William glared upon him as upon a strange and ominous viper. His voice had already gone husky in consternation. As he glared, his head nodded slowly, the eyes hardened, and a faint ‘Yes' hissed in his mouth.

The other four lads were stiff as ramrods.

‘In certain respects,' echoed William, the meaningless
words sounding like a preliminary to some dark and devastating rite.

‘Yes,' answered Tom. ‘In certain respects I consider the whole account of the creation, the whole Pentateuch, as a Jewish tribal story, self-contradictory in parts and in other parts fairly foul.'

‘Foul!' William, who was normally a voluble man and distinguished as a fluent elder in prayer, could do little more than breathe the word. Clearly he had never anticipated anything so terrible, so terrifying, as this, and even yet could hardly believe his ears.

‘By the Scriptures, nearly all the Kings of Judah were a lecherous blood-thirsty lot, and if they were living now you wouldn't allow them inside your church door. And that's the truth,' said Tom, in whom the quiver of excitement was now rising, for he knew why William had come and it angered him bitterly.

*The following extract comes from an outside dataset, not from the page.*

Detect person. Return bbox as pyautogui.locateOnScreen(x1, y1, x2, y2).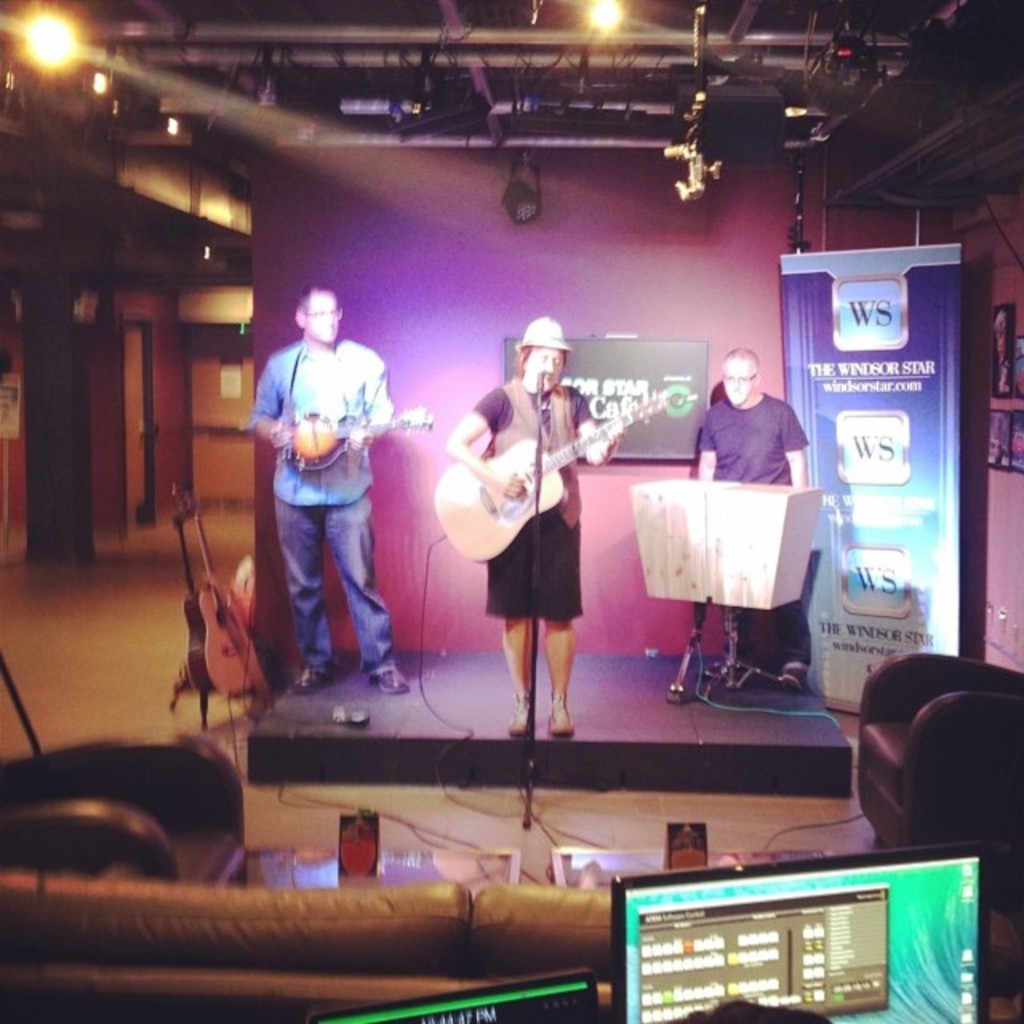
pyautogui.locateOnScreen(246, 283, 408, 693).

‘Are you speaking of Solomon and David and –'

‘Yes, the whole lot,' cried Tom. ‘Butchery and treachery and idolatry wherever you look. Even Solomon, who had seven hundred wives and three hundred concubines, murdered his brother Adonias because he asked for one of them. Or Ehud, who hid his sword under his cloak and went into the king, saying God had given him an urgent message for him. And when the king stood up to receive the message, Ehud drove his sword into his belly and God approved the act. Or David, who ravished the wife of Uriah and then had her husband slain, this David whom the Scriptures praise!'

‘David!'

‘Yes, David. Look at his life. Mixed up with evil men and burdened with debt. Didn't he sack the house of Nabal, the king's servant, and a week later marry the widow? Didn't he offer himself to Achish, the king's enemy, and then spread fire and blood over the land of those who were the allies of Achish, sparing neither sex nor age? No sooner is he on the throne than he gets himself new concubines. And these concubines are not enough, but he must also take Bathsheba from her husband and then foully slay the husband. And it's from this Bathsheba, this adulterous
woman, that, according to the biblical account, Christ himself is descended. That was David – a man we are told, after God's own heart –'

‘Silence!' roared William. ‘Silence! – you blasphemer. Have you no fear that the Almighty will strike you dead where you stand, stiffen you to one of your own boards, as He stiffened Lot's wife on the plain before the cities of Sodom and Gomorrah, which He destroyed with fire and brimstone?'

‘Why did God turn Lot's wife into a pillar of salt, merely because she looked back? Why did the two daughters of Lot then make their own father drunk and commit incest with him, when they had the whole town of Zoar to take men from? And the way the two angels behaved before the town was destroyed, and the way Lot offered to make prostitutes of his own daughters –'

‘Silence, I say!'

‘It's all very well shouting 'Silence'. But can you answer?'

William answered. William thundered. But no sooner had he made one of his biblical allusions – and it was impossible for him to proceed far without doing so – than Tom took him up. Tom's voice was louder than he knew. It rose piercing and intolerant. Now that the issue was joined beyond redemption, he hit out, not blindly, but with the will, the desire, to pierce and destroy.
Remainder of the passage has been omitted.